Originally posted by: Matthias99
(I haven't been around in a while, but I wandered back in and -- hey! -- a topic near and dear to my heart.)
If you break 'taste' down far enough, it consists of electrochemical inputs to your brain from specialized nerve receptor cells. You have probably learned to associate those inputs with other abstract concepts, related memories, etc. as well as certain 'hardwired' responses (ie, toxins and other 'bad' substances generally taste/smell 'bad' to you and may even force involuntary physiological reactions). I would argue that what your brain actually does is a form of symbolic processing on the inputs from those nerves.
You can argue that it is
impossible to assign any intrinsic or 'external' meaning to internal semantics or 'experiences'. How you "experience" a sensory input (like the taste of a particular food) may be totally different from how I "experience" the same input -- and I'm not even sure how you could try to relate them directly.
Earlier, you mentioned the concept of experiencing pain. Well, there is a genetic disorder (the name escapes me at the moment) where a person does not have the nerve cells that enable you to feel physical pain. How would you explain what the "sensation" or "experience" of pain is to someone with that condition? You could describe it as "an unpleasant sensation you get when something is damaging your body" -- but then trying to break down "unpleasant sensation" will invariably lead you back to something like "a sensation like the one you get when you feel pain", or a relation to some other arbitrary 'sensation'. The actual "experience" you have is something that can only exist internally, as an internal state in your mind (which may or may not have any analog in the 'real world').
You can make a similar argument about trying to explain what a color is to someone who has been blind from birth. You can teach them all you want about electomagnetic radiation, how the optic nerve and visual cortex work, etc. -- but how you experience, say, "redness" has no real external meaning that can be translated objectively into 'reality'. It's merely a reaction elicited by a specific set of inputs to your visual cortex.

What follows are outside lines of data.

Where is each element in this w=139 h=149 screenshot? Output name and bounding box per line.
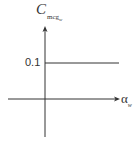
y-label-main: C: [36, 1, 46, 17]
x-label-main: α: [121, 91, 128, 106]
y-label-subscript: mcgw: [47, 13, 62, 21]
y-tick-label: 0.1: [25, 56, 40, 68]
x-axis-label: αw: [121, 92, 132, 108]
y-label-sub-w: w: [59, 17, 62, 22]
chart-canvas: [0, 0, 139, 149]
y-axis-label: Cmcgw: [36, 2, 62, 20]
x-label-subscript: w: [128, 102, 132, 108]
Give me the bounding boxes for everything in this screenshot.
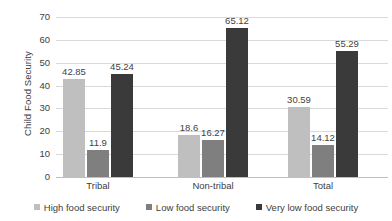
legend-swatch-icon — [146, 204, 152, 210]
bar[interactable] — [336, 51, 358, 177]
legend-swatch-icon — [256, 204, 262, 210]
y-axis-tick-label: 60 — [26, 35, 50, 45]
legend-label: Very low food security — [266, 202, 358, 213]
bar-value-label: 42.85 — [51, 66, 97, 77]
bar-group: 42.8511.945.24 — [63, 17, 133, 177]
x-axis-category-label: Tribal — [58, 180, 138, 191]
y-axis-tick-labels: 706050403020100 — [22, 17, 50, 177]
legend-item[interactable]: Low food security — [146, 202, 230, 213]
bar[interactable] — [87, 150, 109, 177]
y-axis-tick-label: 20 — [26, 126, 50, 136]
x-axis-category-labels: TribalNon-tribalTotal — [56, 180, 388, 194]
y-axis-tick-label: 40 — [26, 81, 50, 91]
bar[interactable] — [202, 140, 224, 177]
chart-legend: High food securityLow food securityVery … — [0, 199, 392, 215]
legend-label: Low food security — [156, 202, 230, 213]
bar-chart: Child Food Security 706050403020100 42.8… — [0, 0, 392, 221]
bar-group: 30.5914.1255.29 — [288, 17, 358, 177]
y-axis-tick-label: 70 — [26, 12, 50, 22]
bar[interactable] — [312, 145, 334, 177]
y-axis-tick-label: 0 — [26, 172, 50, 182]
legend-swatch-icon — [34, 204, 40, 210]
x-axis-category-label: Total — [283, 180, 363, 191]
bar[interactable] — [226, 28, 248, 177]
bar-value-label: 30.59 — [276, 94, 322, 105]
bar[interactable] — [178, 135, 200, 178]
bar-value-label: 65.12 — [214, 15, 260, 26]
bar-value-label: 45.24 — [99, 61, 145, 72]
bar[interactable] — [63, 79, 85, 177]
bar-group: 18.616.2765.12 — [178, 17, 248, 177]
y-axis-tick-label: 10 — [26, 149, 50, 159]
legend-item[interactable]: High food security — [34, 202, 120, 213]
y-axis-tick-label: 30 — [26, 103, 50, 113]
y-axis-tick-label: 50 — [26, 58, 50, 68]
bar-value-label: 55.29 — [324, 38, 370, 49]
x-axis-category-label: Non-tribal — [173, 180, 253, 191]
legend-label: High food security — [44, 202, 120, 213]
legend-item[interactable]: Very low food security — [256, 202, 358, 213]
x-axis-line — [56, 177, 388, 178]
plot-area: 42.8511.945.2418.616.2765.1230.5914.1255… — [56, 17, 388, 177]
bar[interactable] — [111, 74, 133, 177]
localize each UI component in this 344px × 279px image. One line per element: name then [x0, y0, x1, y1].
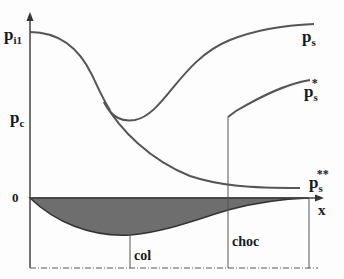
nozzle-profile-fill — [30, 198, 309, 235]
label-pi1: pi1 — [4, 25, 22, 46]
label-pc: pc — [10, 108, 24, 129]
label-x: x — [318, 202, 326, 218]
pressure-diagram: pi1 pc 0 x ps ps* ps** col choc — [0, 0, 344, 279]
curve-ps — [104, 24, 314, 120]
label-choc: choc — [232, 234, 259, 249]
label-ps-star2: ps** — [309, 167, 329, 194]
label-col: col — [134, 248, 151, 263]
curve-ps-star — [228, 80, 310, 117]
y-axis-arrow-icon — [27, 12, 34, 21]
diagram-canvas: pi1 pc 0 x ps ps* ps** col choc — [0, 0, 344, 279]
curve-ps-star2 — [104, 102, 300, 188]
curve-upstream — [30, 32, 110, 110]
label-origin: 0 — [12, 190, 19, 205]
label-ps: ps — [302, 27, 316, 48]
x-axis-arrow-icon — [315, 195, 324, 202]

The Ziemke paper you linked above says:
the key problem in the attempt to create truly grounded and rooted AI systems is first and foremost the problem of ?getting there?, i.e. the question how, if at all, artificial agents could construct and self-organize themselves
and their own environmental embedding.
I would argue that humans and other apparently "intelligent" organisms haven't truly solved the grounding problem, either. It is impossible for anyone to truly
know that their internal sensations/experiences actually correlate to anything in the 'real world' -- therefore, having such a relationship is not actually a prerequisite for "intelligence". And many of the "feelings" you have are largely hardwired into you by millions of years of evolution; you don't have to 'learn' how to be driven to want food/water, or to have a will to survive and reproduce, or how to hook your senses up in a way that presents the information usefully.